Wednesday, December 2, 2015

(Recent) comics review: Ghostbusters: Get Real #1-4 (complete mini-series, IDW, June-September 2015)

Although IDW's Ghostbusters comics of the past few years have overall been quite good, at times I couldn't help but wonder, "Well, if they're going to be drawn in a cartoony way... in fact, if they're going to be drawn, period, why not just do The Real Ghostbusters?" While that may not appeal to some fans, who would prefer the movie GBs -- which is what IDW has been doing, kind of -- by and large, my nostalgia for the franchise lies in growing up on DiC's animated series. I have no shame in sharing that when reading the IDW comics, the voices I hear in my head aren't those of Murray, Ackroyd, Ramis, and Hudson, but of Coulier, Welker, LaMarche, and Hall.

(The cover used for the first issue's 2nd printing, 
appropriating the splash panel that closes 
the first installment, sans word balloon.)

Though Get Real can be viewed as a novelty project (and possibly the most redundant [non!]-crossover of all time, especially when you consider that the IDW Ghostbusters can never really [no pun intended] be the movie ones!), it sure has been nice to see "The Real" guys again, especially given how Dan Schoening's renderings and Luis Antonio Delgado's coloring makes them look so much like their animated selves of 25-30 years ago... but with the color palette being much richer, honestly.

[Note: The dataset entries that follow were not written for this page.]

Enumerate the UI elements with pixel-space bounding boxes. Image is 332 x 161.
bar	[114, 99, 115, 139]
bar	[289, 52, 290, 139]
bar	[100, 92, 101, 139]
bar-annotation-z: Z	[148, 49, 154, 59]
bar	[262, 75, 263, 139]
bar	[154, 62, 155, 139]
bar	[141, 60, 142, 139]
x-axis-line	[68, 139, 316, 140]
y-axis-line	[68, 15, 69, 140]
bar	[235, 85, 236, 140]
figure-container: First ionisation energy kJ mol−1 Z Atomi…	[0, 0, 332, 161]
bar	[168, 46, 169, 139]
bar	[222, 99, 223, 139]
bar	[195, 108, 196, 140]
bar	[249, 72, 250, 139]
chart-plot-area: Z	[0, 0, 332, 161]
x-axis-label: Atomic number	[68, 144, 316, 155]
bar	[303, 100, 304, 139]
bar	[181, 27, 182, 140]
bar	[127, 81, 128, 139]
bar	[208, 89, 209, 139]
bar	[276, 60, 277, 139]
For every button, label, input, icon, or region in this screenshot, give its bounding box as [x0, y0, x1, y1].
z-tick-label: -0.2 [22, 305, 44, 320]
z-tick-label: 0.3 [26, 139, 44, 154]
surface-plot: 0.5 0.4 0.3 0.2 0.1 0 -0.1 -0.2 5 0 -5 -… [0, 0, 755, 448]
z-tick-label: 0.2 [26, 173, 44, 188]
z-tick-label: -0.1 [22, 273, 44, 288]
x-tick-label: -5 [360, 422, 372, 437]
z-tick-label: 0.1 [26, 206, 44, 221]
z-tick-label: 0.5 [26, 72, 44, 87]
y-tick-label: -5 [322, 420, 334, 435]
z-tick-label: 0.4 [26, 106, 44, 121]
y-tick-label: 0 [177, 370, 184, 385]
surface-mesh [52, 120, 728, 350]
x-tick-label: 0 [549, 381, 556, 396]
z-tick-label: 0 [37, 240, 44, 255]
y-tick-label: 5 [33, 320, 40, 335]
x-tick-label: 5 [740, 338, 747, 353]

Same goes for the backgrounds, in particular, the animated universe's firehouse.

As well-done as writer Erik Burnham's appropriation of Greek gods Proteus (the main villain) and Ananke (in a smaller, more heraldic role, in Hero's Journey terms) is, they serve in an ancillary capacity, providing a plot vehicle for what everyone's really (cough) reading for: the IDW/psuedo-movie Ghostbusters meeting and interacting with their animated counterparts. Burnham, of course, knows these characters inside and out, and so he nails setting them up as foils for themselves: the Rays sharing in their enthusiasm and sense of wonder, the Egons working together on the scientific and technical matters of their universe-crossing dilemma, the Winstons sharing in their everyman skepticism, and most bitingly, the Peters finding each other to be insufferable jerks.

As someone who even as a child thought that the interior of the animated Containment Unit was some sort of physics-defying vast, dreary realm functioning as some sort of ghost purgatory -- and not simply compounded, locked-down spectral energy -- was a stupid idea, the mini-series' most priceless moment, far and away, is as follows: the animated Peter asking the IDW/movie Egon if he's ever taken any "trips into the containment unit". The reply? An absolutely dry, flat, "It doesn't work that way." Oh, sweet, sweet vindication!

I'm hoping this is prelude/precedent/way-paving for a new, ongoing Real Ghostbusters comic. Please, IDW, make that a realality!